Semantic role labeling (SRL) is dedicated to recognizing the predicate-argument structure of a sentence. Previous studies have shown syntactic information has a remarkable contribution to SRL performance. However, such perception was challenged by a few recent neural SRL models which give impressive performance without a syntactic backbone. This paper intends to quantify the importance of syntactic information to dependency SRL in deep learning framework. We propose an enhanced argument labeling model companying with an extended korder argument pruning algorithm for effectively exploiting syntactic information. Our model achieves state-of-the-art results on the CoNLL-2008, 2009 benchmarks for both English and Chinese, showing the quantitative significance of syntax to neural SRL together with a thorough empirical survey over existing models.

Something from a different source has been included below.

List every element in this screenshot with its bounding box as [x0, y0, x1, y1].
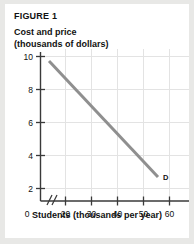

Implicit discourse relation recognition is a challenging task as the relation prediction without explicit connectives in discourse parsing needs understanding of text spans and cannot be easily derived from surface features from the input sentence pairs. Thus, properly representing the text is very crucial to this task. In this paper, we propose a model augmented with different grained text representations, including character, subword, word, sentence, and sentence pair levels. The proposed deeper model is evaluated on the benchmark treebank and achieves state-of-the-art accuracy with greater than 48% in 11-way and F1 score greater than 50% in 4-way classifications for the first time according to our best knowledge.